SAG-AFTRA, the union representing 160,000 performers, is just hours away from the extended deadline for their contract talks with Hollywood studios. In a statement Tuesday night, the negotiating committee said they’re “not confident” a deal will be reached by midnight to avert a strike.
Ahead of the contract’s original June 30 expiration date, SAG-AFTRA President Fran Drescher released a video message saying that negotiations had been “extremely productive.” Days later, the negotiating committee decided to extend the contract deadline to July 12 to continue bargaining.
But with only a day left to bargain, the union changed its message on Tuesday, saying they’re not confident the Alliance of Motion Picture and Television Producers has “any intention of bargaining toward an agreement.”
“The tenor of the public statements and what we’ve heard from inside the room is there hasn’t been any progress, they’re still far apart, and they don’t have much time left,” Variety’s Gene Maddaus told KNX News. “At the current trajectory, they probably will be on strike tomorrow.”
SAG-AFTRA agreed Tuesday to a last-minute request to bring in a federal mediator, but slammed studio heads for leaking news about the mediation request to the media before informing the union’s negotiating committee.
The union also refused to extend contract talks beyond 11:59 p.m. Wednesday.
“If the actors end up going on strike, this will be a historic event,” said Miranda Banks, associate professor of film, TV, and media studies at Loyola Marymount University. “It will bring us back to 1960, which was the last time that two of Hollywood’s major unions went on strike together.”
The Writers Guild of America has been on strike for over 70 days, and the studios so far have refused to return to the bargaining table.
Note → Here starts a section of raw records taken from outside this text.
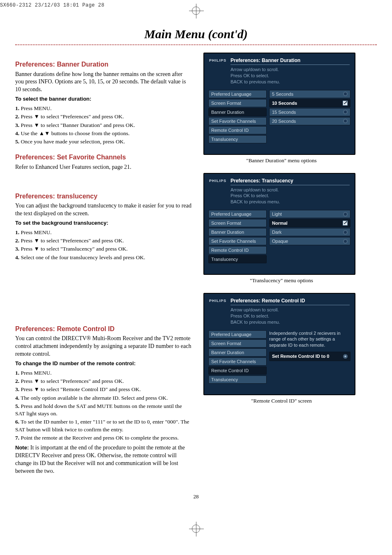 This screenshot has width=392, height=555. I want to click on intro-translucency: You can adjust the background translucen…, so click(104, 210).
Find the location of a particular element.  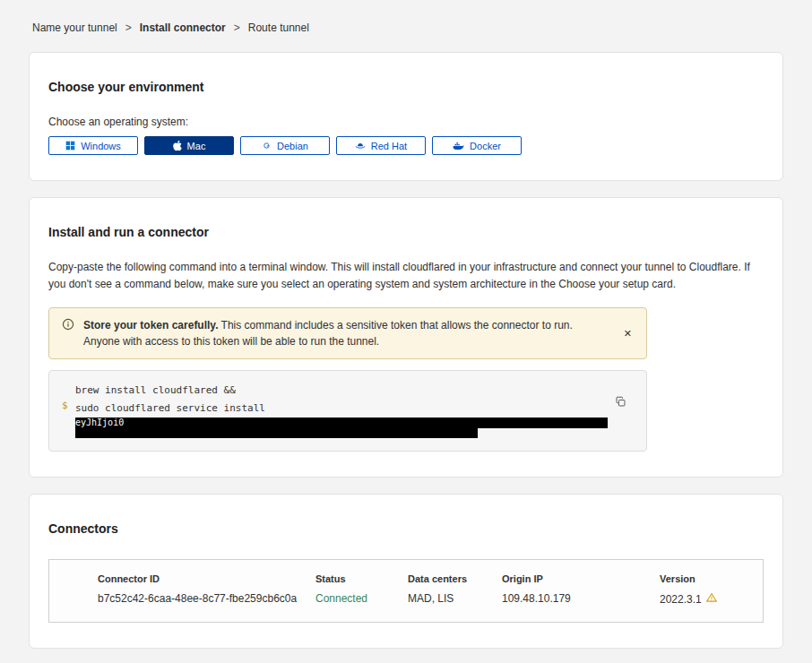

os-button-debian: Debian is located at coordinates (285, 145).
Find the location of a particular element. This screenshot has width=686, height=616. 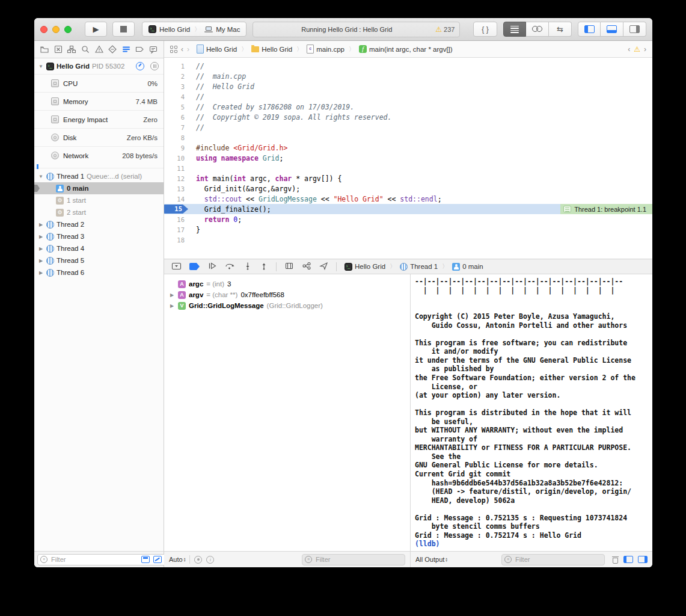

test-navigator-button is located at coordinates (112, 49).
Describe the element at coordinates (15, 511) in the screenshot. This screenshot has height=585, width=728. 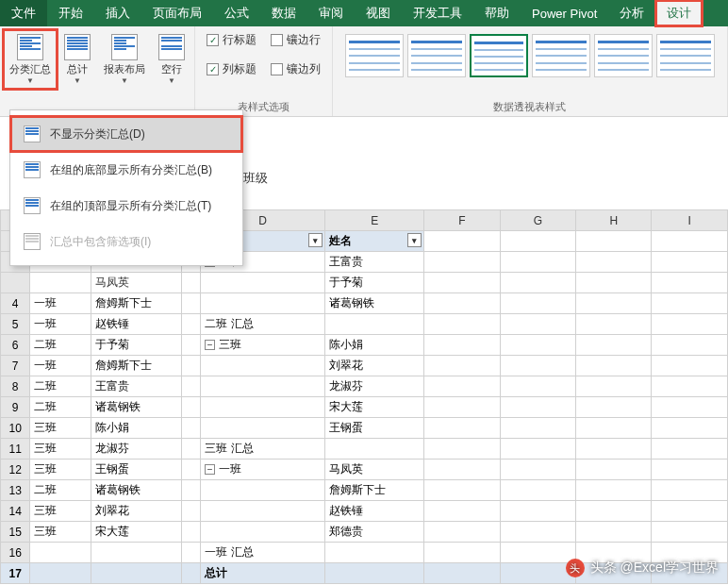
I see `row-header: 14` at that location.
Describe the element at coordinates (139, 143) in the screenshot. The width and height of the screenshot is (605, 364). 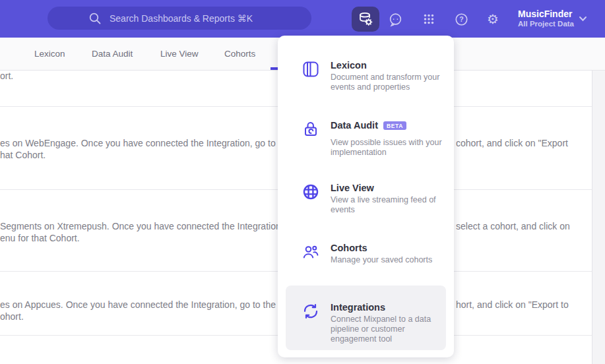
I see `row-text-left: es on WebEngage. Once you have connected…` at that location.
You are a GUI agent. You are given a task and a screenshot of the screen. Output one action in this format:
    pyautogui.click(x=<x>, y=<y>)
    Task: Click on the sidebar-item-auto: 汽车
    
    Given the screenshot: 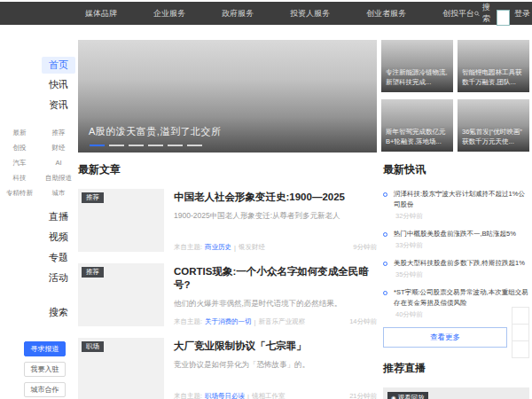 What is the action you would take?
    pyautogui.click(x=20, y=163)
    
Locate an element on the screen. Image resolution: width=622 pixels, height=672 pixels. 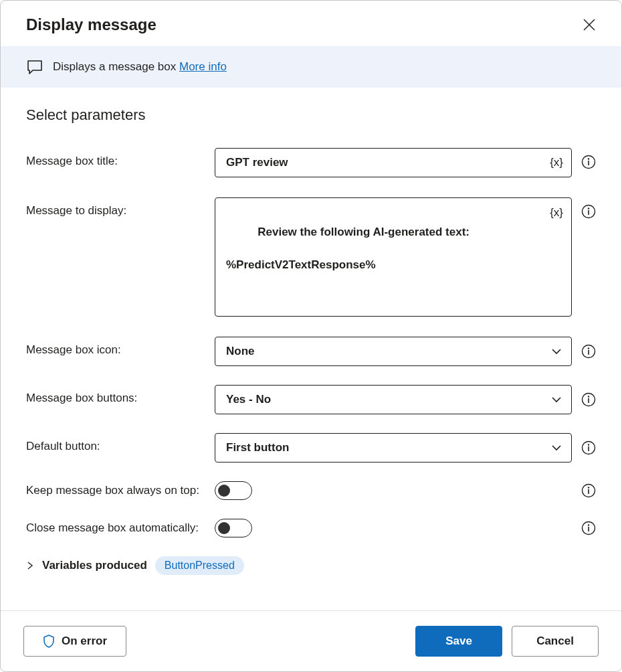
select-message-box-icon: None is located at coordinates (393, 351).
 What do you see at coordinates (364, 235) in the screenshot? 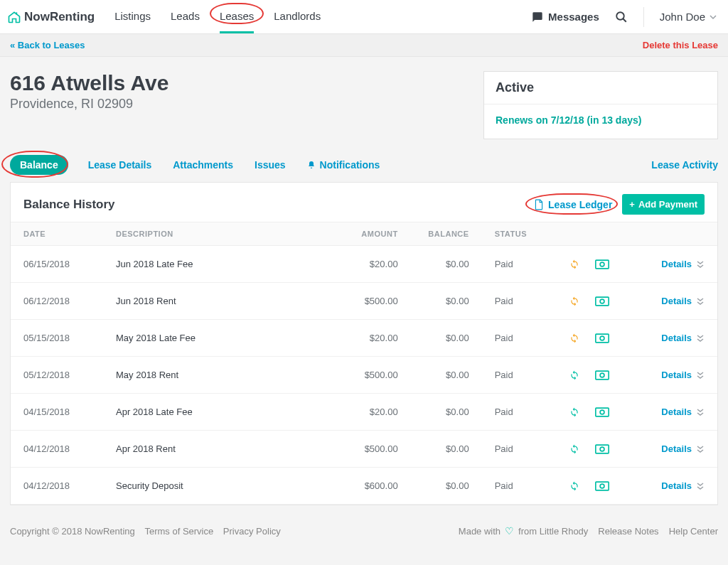
I see `table-header-row: DATE DESCRIPTION AMOUNT BALANCE STATUS` at bounding box center [364, 235].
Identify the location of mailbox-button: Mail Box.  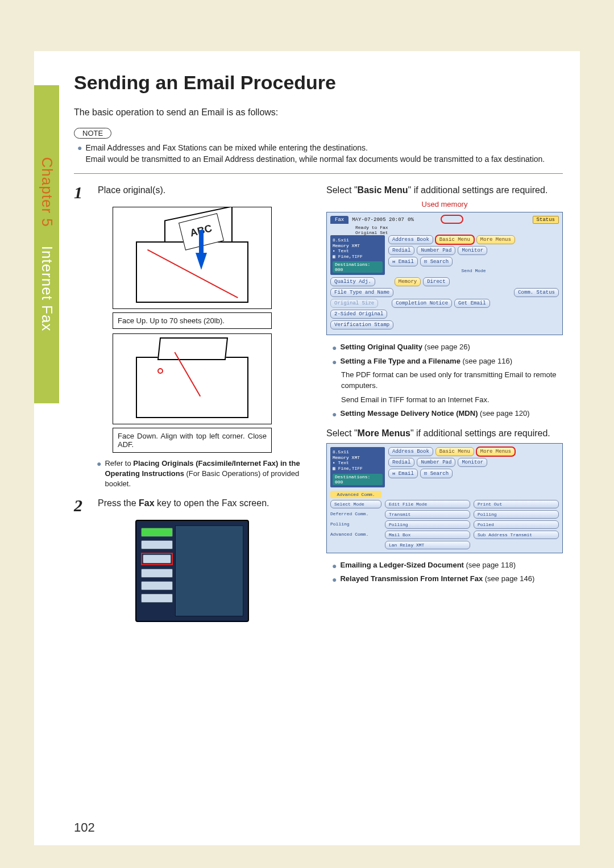
(428, 535).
An unnamed studio executive told Deadline Tuesday that the AMPTP plans to let the strike continue until writers “start losing their apartments.”
The writers and actors share several key concerns in their contract negotiations, including streaming residuals and the use of AI.
“I don’t think that the writers, by any means, want the actors to go on strike. They want the actors to get what they need,” Banks said. “And I think the actors are clear enough, and the stakes are clear enough for actors, that they are going to go on strike if they don’t get some attention paid to these core issues.”
If actors join the writers on the picket lines, film and TV production, which has already been brought to a near-complete standstill, would halt entirely until a deal is reached.